◆ **ASSIGNMENT**: From the records below, transcribe only the lines running from the one with "You are a GUI" through the one with "The image size is (768, 432).". Keep both of those end lines.

◆ **RECORDS SUPPLIED**:

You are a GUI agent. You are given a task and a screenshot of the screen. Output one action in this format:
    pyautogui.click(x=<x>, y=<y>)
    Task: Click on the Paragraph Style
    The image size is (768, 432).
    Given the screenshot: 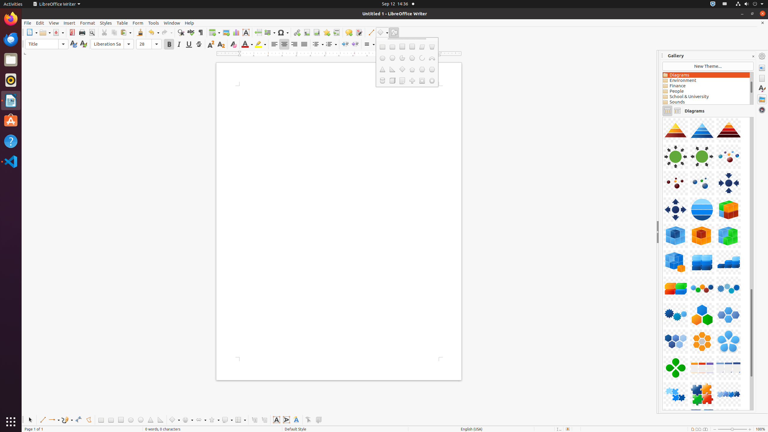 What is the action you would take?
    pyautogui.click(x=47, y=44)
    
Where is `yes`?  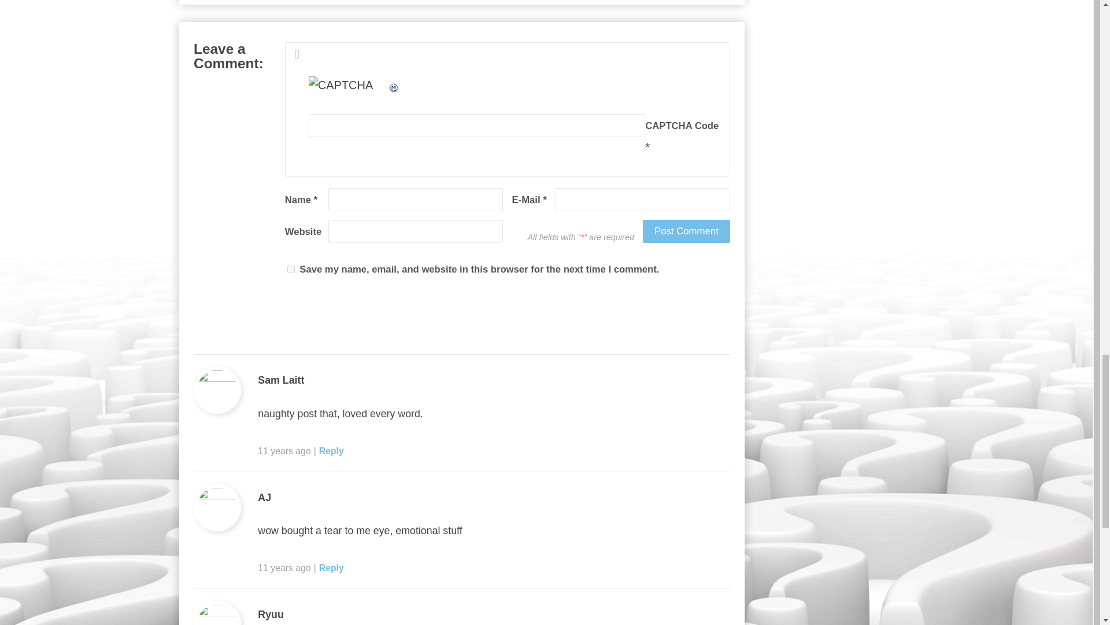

* * *

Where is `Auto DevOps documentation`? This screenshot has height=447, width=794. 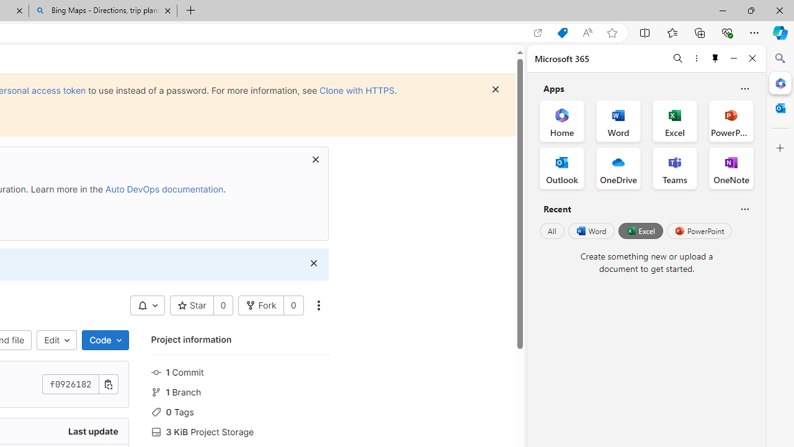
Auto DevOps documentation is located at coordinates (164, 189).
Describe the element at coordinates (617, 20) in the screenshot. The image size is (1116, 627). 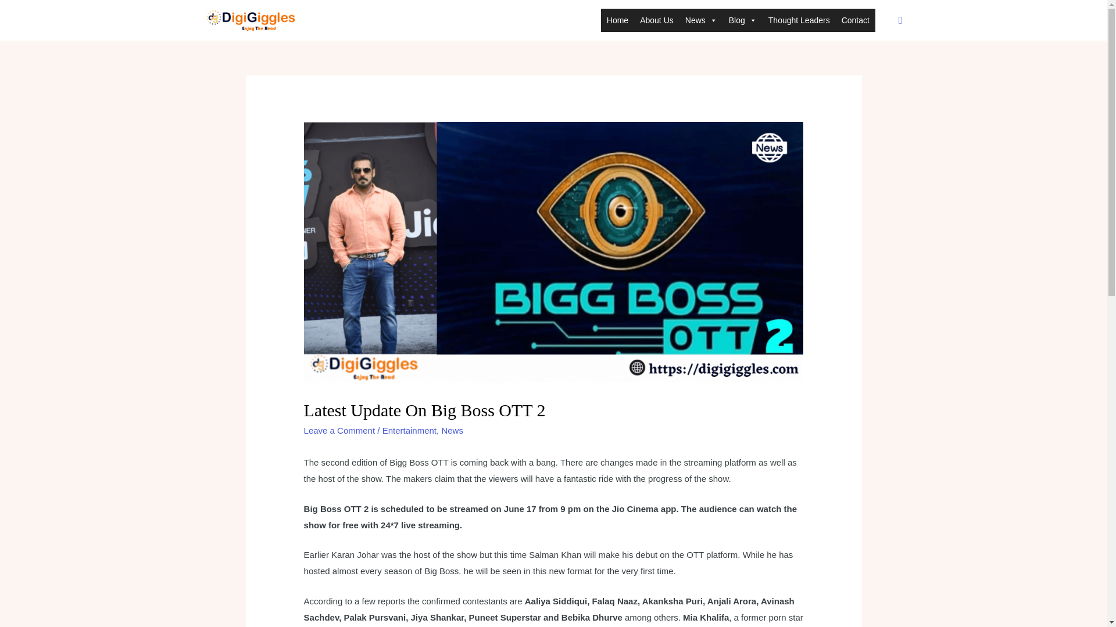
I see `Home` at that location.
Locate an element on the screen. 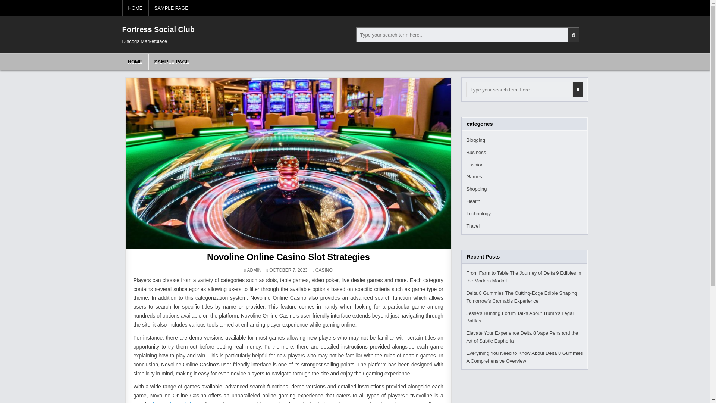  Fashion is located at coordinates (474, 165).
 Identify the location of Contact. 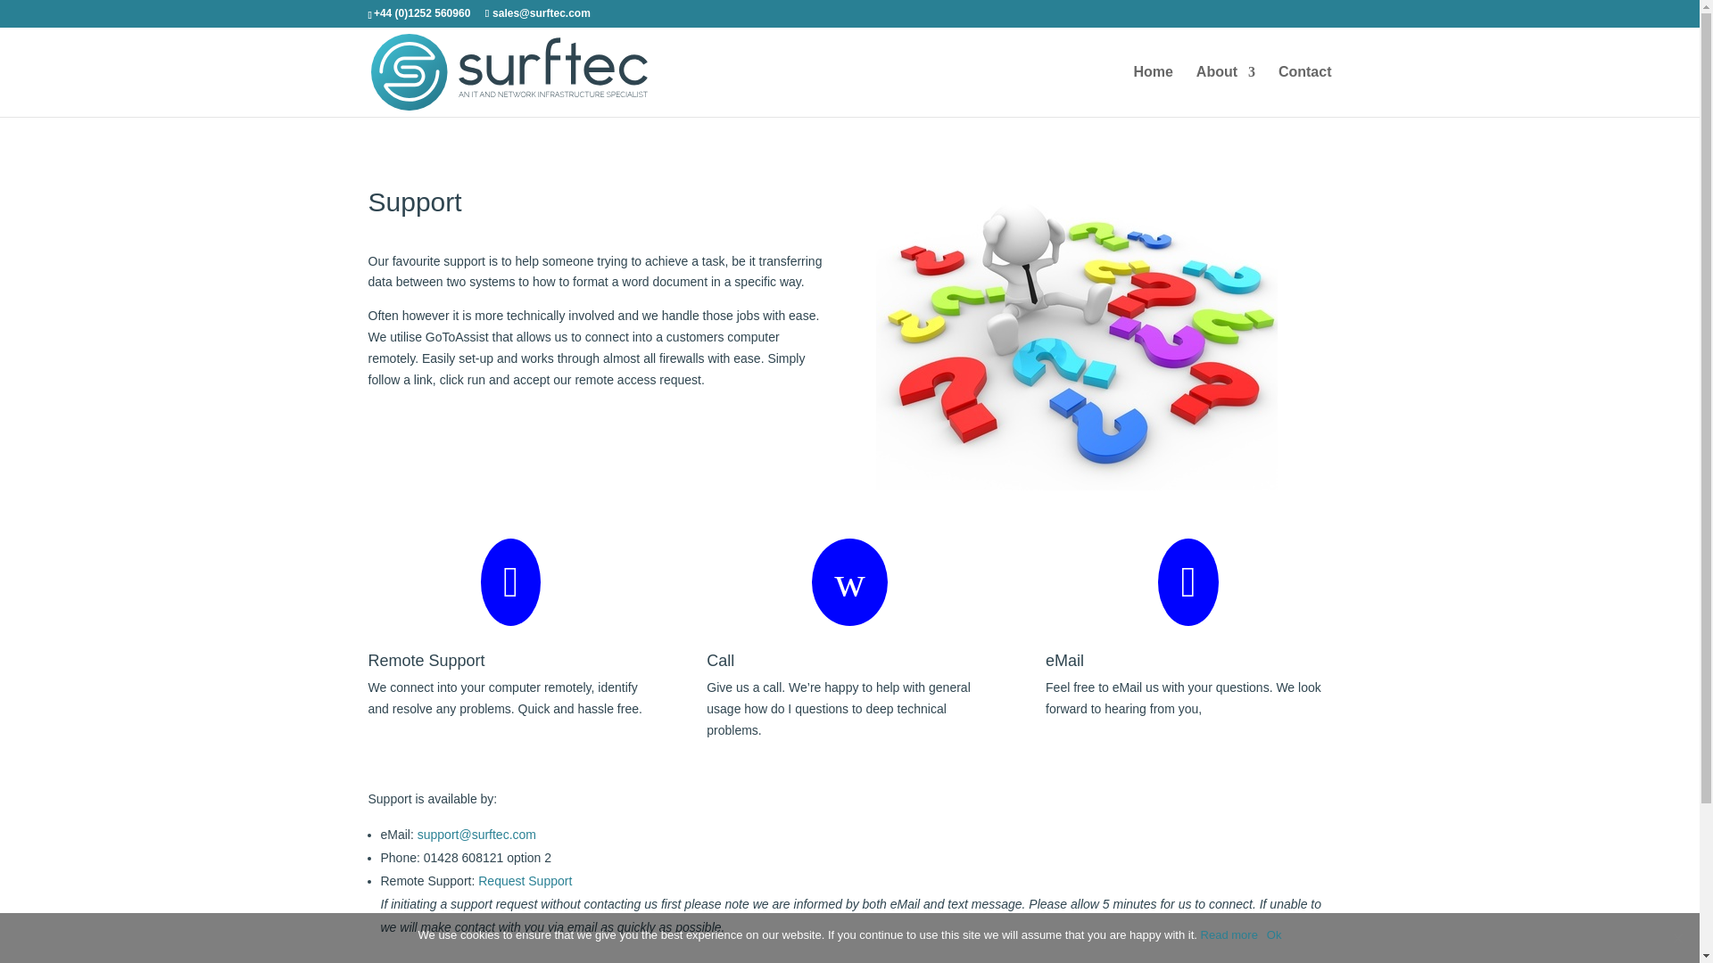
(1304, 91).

==

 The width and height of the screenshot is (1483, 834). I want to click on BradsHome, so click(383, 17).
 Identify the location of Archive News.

◆ **EXERCISE RESPONSE**:
You are a GUI agent. You are given a task and a screenshot of the screen. Output one action in this format:
    pyautogui.click(x=<x>, y=<y>)
    Task: Click on the Paragraph Style
    The image size is (768, 432).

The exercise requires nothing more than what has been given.